My presentation to "Transparency Camp 09", about how to go beyond transparency to an integrated strategy based on "democratizing data" (structuring and syndicating it and providing social media analysis tools to share it). This integrated strategy will provide transparency, give workers the real-time information they need, reform government regulation, cut corporate paperwork, and crowdsource innovation. It may, or may not, cure the common cold under certain conditions.
Presented at TechTonic Tuesday hosted by NCTechConnection.
The promise of Blockchain : This sessions will cover important aspects of Blockchain technology that underlies Bitcoin and how this will impact the world we live in.
Rajiv Bio:
Rajiv is an educator, entrepreneur, risk manager and a technology management executive. He has co-founded and worked at startup companies in the Sacramento area. At present he is President of Laru Technologies, which leverages Business Intelligence methodologies to help Financial Institutions monitor payment risk. He is also an adjunct professor at Sacramento State University where he teaches Technology Management for Executives as part of the EMBA curriculum.
Introduction to open data for state and local US government. Describes open data activities in Chicago in 2012 leading up to Apps for Metro Chicago contest. Introduces groups working on open data.
Blockchain insider | Chapter 3 : Smart MoneyKoh How Tze
What we have now is truly borderless, programmable money
backed by immutable computer systems based on pure logic & mathematics.
3.1 ABCDs That Are Changing The World
3.2 A Century of Technology Innovation
3.3 Two Monetary Worlds
3.4 Three Phases of Cryptocurrencies
Corporate Currency
CBDC, Central Bank-issued Digital Currency
The Money Flower
Money Trees
3.5 The Creation of Capital In Its Simplest Form
3.6 Incentivizing Good Behaviour
Smart Mobility - Ethical Driving and Data Sharing
Resilient City - Impactful Positive Behaviors
Social Contributions - Datanomics
3.7 Bringing Down Borders
Assets Backed Tokens
Security Token Offering
Do We Need A Nation-State Backed Crypto Exchange?
Blockchaining Sukuk
3.8 Summary
Programmable Money for Effective Resources Distribution
It’s time for Cross Metaverse communitiesNext Earth
NextEarth.io. Learn how Next Earth empowers metaverse communities to operate in a way much similar to the real-world scenario.
Transparent Digital Land Purchasing Platform.
Join NextEarth.io.
BUY LAND BEFORE OTHERS!
Imagining and Empowering: Rethinking and Retooling for the Digital Future(s)Gigi Johnson
Enjoy my keynote presentation slides from the Friends of the National Library of Medicine on "Post-Pandemic Libraries: The Upcoming Era of Change". My session, which started the day, was about "Imagining and Empowering: Rethinking and Retooling for the Digital Future(s)". Add'l info: linktr.ee/gigijohnson
Computing for Human Experience: Sensors, Perception, Semantics, Social Comput...Amit Sheth
Keynote at the 3rd Asian Semantic Web Conference (ASWC2008), Bangkok, Thailand, Feb 2-5, 2009. http://aswc2008.ait.ac.th/invitedspeaker2.html
More details: http://wiki.knoesis.org/index.php/Computing_For_Human_Experience
Like marketers, eGovernment agencies seek to
connect with their audiences online to serve
them better and build strong relationships.

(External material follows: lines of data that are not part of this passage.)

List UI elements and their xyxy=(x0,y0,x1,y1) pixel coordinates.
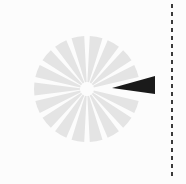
figure-background xyxy=(0,0,186,184)
radial-sector-diagram xyxy=(0,0,186,184)
figure-root: Radial pinwheel diagram with one highlig… xyxy=(0,0,186,184)
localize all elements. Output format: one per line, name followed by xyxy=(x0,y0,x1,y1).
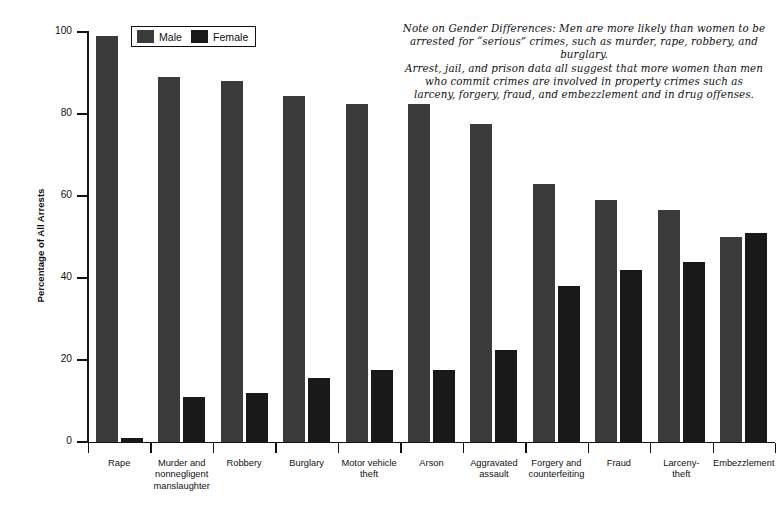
x-tick xyxy=(150,443,151,453)
legend-label: Male xyxy=(159,31,182,43)
bar-female xyxy=(433,370,455,442)
bar-female xyxy=(683,262,705,442)
bar-female xyxy=(558,286,580,442)
y-tick xyxy=(77,113,88,115)
y-tick-label: 0 xyxy=(38,435,72,446)
category-label-line: counterfeiting xyxy=(519,469,593,480)
x-tick xyxy=(88,443,89,453)
x-tick xyxy=(213,443,214,453)
legend-label: Female xyxy=(213,31,248,43)
y-tick xyxy=(77,441,88,443)
x-tick xyxy=(463,443,464,453)
x-tick xyxy=(338,443,339,453)
x-tick xyxy=(775,443,776,453)
bar-male xyxy=(96,36,118,442)
category-label-line: manslaughter xyxy=(144,481,218,492)
legend-swatch-female xyxy=(191,30,208,43)
category-label-line: nonnegligent xyxy=(144,469,218,480)
bar-female xyxy=(246,393,268,442)
bar-male xyxy=(283,96,305,442)
legend-swatch-male xyxy=(137,30,154,43)
y-tick xyxy=(77,359,88,361)
category-label: Embezzlement xyxy=(707,458,780,469)
bar-male xyxy=(346,104,368,442)
y-tick xyxy=(77,277,88,279)
x-tick xyxy=(525,443,526,453)
x-tick xyxy=(713,443,714,453)
bar-male xyxy=(221,81,243,442)
bar-female xyxy=(495,350,517,442)
bar-male xyxy=(158,77,180,442)
legend-item-female: Female xyxy=(191,30,248,43)
y-tick-label: 60 xyxy=(38,189,72,200)
bar-male xyxy=(658,210,680,442)
bar-female xyxy=(745,233,767,442)
x-tick xyxy=(588,443,589,453)
bar-female xyxy=(121,438,143,442)
bar-male xyxy=(470,124,492,442)
bar-male xyxy=(533,184,555,442)
category-label-line: theft xyxy=(644,469,718,480)
category-label-line: Embezzlement xyxy=(707,458,780,469)
legend-item-male: Male xyxy=(137,30,182,43)
plot-area xyxy=(88,32,775,442)
y-tick xyxy=(77,195,88,197)
y-tick xyxy=(77,31,88,33)
bar-male xyxy=(720,237,742,442)
bar-female xyxy=(183,397,205,442)
bar-male xyxy=(408,104,430,442)
y-tick-label: 20 xyxy=(38,353,72,364)
y-tick-label: 80 xyxy=(38,107,72,118)
x-tick xyxy=(650,443,651,453)
y-tick-label: 100 xyxy=(38,25,72,36)
bar-female xyxy=(620,270,642,442)
x-tick xyxy=(400,443,401,453)
chart-legend: MaleFemale xyxy=(131,26,256,47)
y-tick-label: 40 xyxy=(38,271,72,282)
bar-male xyxy=(595,200,617,442)
bar-female xyxy=(371,370,393,442)
category-label-line: theft xyxy=(332,469,406,480)
y-axis-title: Percentage of All Arrests xyxy=(35,146,46,346)
bar-female xyxy=(308,378,330,442)
x-tick xyxy=(275,443,276,453)
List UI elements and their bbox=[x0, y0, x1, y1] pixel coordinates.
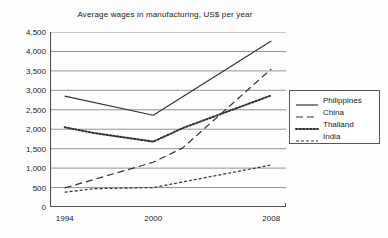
series-line-india bbox=[65, 165, 272, 192]
legend-item-label: Philippines bbox=[323, 96, 362, 105]
plot-area bbox=[50, 32, 286, 207]
y-tick-label: 2,500 bbox=[26, 105, 46, 114]
legend-line-swatch-icon bbox=[295, 108, 319, 118]
legend-line-swatch-icon bbox=[295, 96, 319, 106]
chart-figure: Average wages in manufacturing, US$ per … bbox=[0, 0, 388, 238]
legend-line-swatch-icon bbox=[295, 132, 319, 142]
y-tick-label: 3,000 bbox=[26, 86, 46, 95]
series-line-china bbox=[65, 69, 272, 188]
chart-legend: PhilippinesChinaThailandIndia bbox=[289, 90, 380, 144]
y-tick-label: 1,000 bbox=[26, 164, 46, 173]
axis-tick-marks bbox=[50, 32, 271, 207]
y-tick-label: 4,000 bbox=[26, 47, 46, 56]
legend-item-label: India bbox=[323, 132, 340, 141]
y-tick-label: 4,500 bbox=[26, 28, 46, 37]
legend-item-label: China bbox=[323, 108, 344, 117]
legend-item-thailand[interactable]: Thailand bbox=[295, 119, 379, 130]
y-tick-label: 500 bbox=[33, 183, 46, 192]
gridlines bbox=[50, 32, 286, 188]
legend-item-china[interactable]: China bbox=[295, 107, 379, 118]
chart-title: Average wages in manufacturing, US$ per … bbox=[40, 10, 290, 19]
y-tick-label: 1,500 bbox=[26, 144, 46, 153]
data-series-group bbox=[65, 41, 272, 192]
x-tick-label: 1994 bbox=[56, 214, 74, 223]
y-tick-label: 0 bbox=[42, 203, 46, 212]
legend-item-philippines[interactable]: Philippines bbox=[295, 95, 379, 106]
legend-item-india[interactable]: India bbox=[295, 131, 379, 142]
y-tick-label: 3,500 bbox=[26, 66, 46, 75]
legend-item-label: Thailand bbox=[323, 120, 354, 129]
x-axis-tick-labels: 199420002008 bbox=[50, 212, 286, 226]
legend-line-swatch-icon bbox=[295, 120, 319, 130]
x-tick-label: 2000 bbox=[144, 214, 162, 223]
y-tick-label: 2,000 bbox=[26, 125, 46, 134]
x-tick-label: 2008 bbox=[262, 214, 280, 223]
series-line-philippines bbox=[65, 41, 272, 115]
y-axis-tick-labels: 05001,0001,5002,0002,5003,0003,5004,0004… bbox=[0, 32, 46, 207]
plot-svg bbox=[50, 32, 286, 207]
axis-spines bbox=[50, 32, 286, 207]
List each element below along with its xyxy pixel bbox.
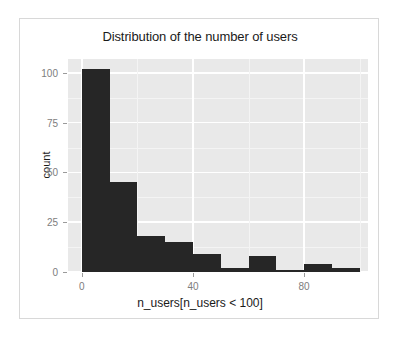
chart-title: Distribution of the number of users [20,29,380,44]
y-tick-label: 100 [41,67,58,78]
x-tick-label: 80 [299,281,310,292]
x-tick-mark [193,273,194,277]
histogram-bar [249,256,277,272]
histogram-bar [276,270,304,272]
y-gridline [68,122,368,124]
x-tick-label: 40 [187,281,198,292]
plot-panel [68,59,368,272]
chart-figure: Distribution of the number of users coun… [19,18,379,319]
y-gridline-minor [68,98,368,99]
y-tick-label: 50 [47,167,58,178]
y-tick-mark [63,73,67,74]
y-gridline [68,72,368,74]
x-tick-mark [304,273,305,277]
x-gridline [303,59,305,272]
x-gridline-minor [249,59,250,272]
y-tick-label: 25 [47,217,58,228]
y-gridline-minor [68,148,368,149]
histogram-bar [304,264,332,272]
x-axis-label: n_users[n_users < 100] [20,296,380,310]
x-gridline [192,59,194,272]
histogram-bar [82,69,110,272]
y-tick-mark [63,172,67,173]
histogram-bar [193,254,221,272]
y-tick-mark [63,123,67,124]
y-tick-mark [63,222,67,223]
y-tick-label: 75 [47,117,58,128]
y-axis-label: count [40,125,52,205]
y-tick-label: 0 [52,267,58,278]
histogram-bar [221,268,249,272]
x-tick-mark [82,273,83,277]
y-gridline [68,172,368,174]
histogram-bar [165,242,193,272]
y-tick-mark [63,272,67,273]
histogram-bar [137,236,165,272]
x-tick-label: 0 [79,281,85,292]
histogram-bar [332,268,360,272]
x-gridline-minor [360,59,361,272]
histogram-bar [110,182,138,272]
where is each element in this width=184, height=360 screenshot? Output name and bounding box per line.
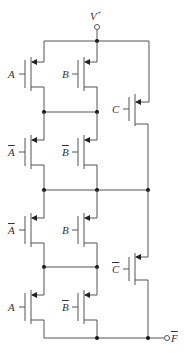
transistor-t2 — [72, 41, 97, 112]
output-label: F — [171, 333, 178, 344]
output-terminal — [165, 336, 170, 341]
gate-label-t8: C — [112, 264, 119, 275]
transistor-t10 — [72, 267, 97, 338]
gate-label-t3: C — [112, 104, 119, 115]
transistor-t6 — [19, 190, 44, 267]
circuit-diagram: V+ A B C A B A B C A B F — [0, 0, 184, 360]
gate-label-t6: A — [8, 225, 15, 236]
transistor-t5 — [72, 112, 97, 190]
transistor-t8 — [123, 190, 148, 338]
supply-terminal — [95, 25, 100, 30]
gate-label-t9: A — [8, 302, 15, 313]
transistor-t9 — [19, 267, 44, 338]
supply-label: V+ — [90, 10, 101, 22]
gate-label-t10: B — [62, 302, 69, 313]
gate-label-t1: A — [8, 69, 15, 80]
transistor-t3 — [123, 41, 149, 190]
transistor-t7 — [72, 190, 97, 267]
gate-label-t5: B — [62, 147, 69, 158]
transistor-t4 — [19, 112, 44, 190]
transistor-t1 — [19, 41, 44, 112]
circuit-wires — [0, 0, 184, 360]
gate-label-t2: B — [62, 69, 69, 80]
gate-label-t4: A — [8, 147, 15, 158]
gate-label-t7: B — [62, 225, 69, 236]
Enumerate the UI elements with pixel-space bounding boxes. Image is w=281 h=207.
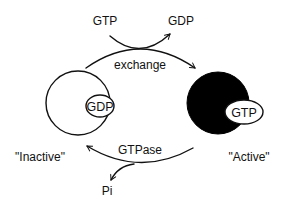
nucleotide-swap-arrow xyxy=(110,34,170,49)
inactive-protein: GDP xyxy=(46,71,114,135)
gtpase-label: GTPase xyxy=(118,143,162,157)
gdp-output-label: GDP xyxy=(168,14,194,28)
inactive-state-label: "Inactive" xyxy=(15,150,65,164)
active-state-label: "Active" xyxy=(228,150,269,164)
gdp-bound-label: GDP xyxy=(86,100,113,114)
gtp-input-label: GTP xyxy=(93,14,118,28)
pi-label: Pi xyxy=(102,184,113,198)
pi-release-arrow xyxy=(111,164,134,180)
active-protein: GTP xyxy=(187,72,263,134)
exchange-label: exchange xyxy=(114,58,166,72)
gtpase-cycle-diagram: GTP GDP exchange GDP "Inactive" GTP "Act… xyxy=(0,0,281,207)
gtp-bound-label: GTP xyxy=(231,106,257,120)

From blogs to social networks to Twitter,
governments are testing social media channels to encourage participation. But will tactics that work for consumers succeed with citizens?
The New Who and the myth of customer empowermentMoxie Insight
This presentation by Naumi Haque and Jeff DeChambeau explores how the enterprise needs to reevaluate its understanding of "who" its customers are to take into account today's data-rich consumer lifestyle.
My presentation to "Transparency Camp 09", about how to go beyond transparency to an integrated strategy based on "democratizing data" (structuring and syndicating it and providing social media analysis tools to share it). This integrated strategy will provide transparency, give workers the real-time information they need, reform government regulation, cut corporate paperwork, and crowdsource innovation. It may, or may not, cure the common cold under certain conditions.
Presented at TechTonic Tuesday hosted by NCTechConnection.
The promise of Blockchain : This sessions will cover important aspects of Blockchain technology that underlies Bitcoin and how this will impact the world we live in.
Rajiv Bio:
Rajiv is an educator, entrepreneur, risk manager and a technology management executive. He has co-founded and worked at startup companies in the Sacramento area. At present he is President of Laru Technologies, which leverages Business Intelligence methodologies to help Financial Institutions monitor payment risk. He is also an adjunct professor at Sacramento State University where he teaches Technology Management for Executives as part of the EMBA curriculum.
Introduction to open data for state and local US government. Describes open data activities in Chicago in 2012 leading up to Apps for Metro Chicago contest. Introduces groups working on open data.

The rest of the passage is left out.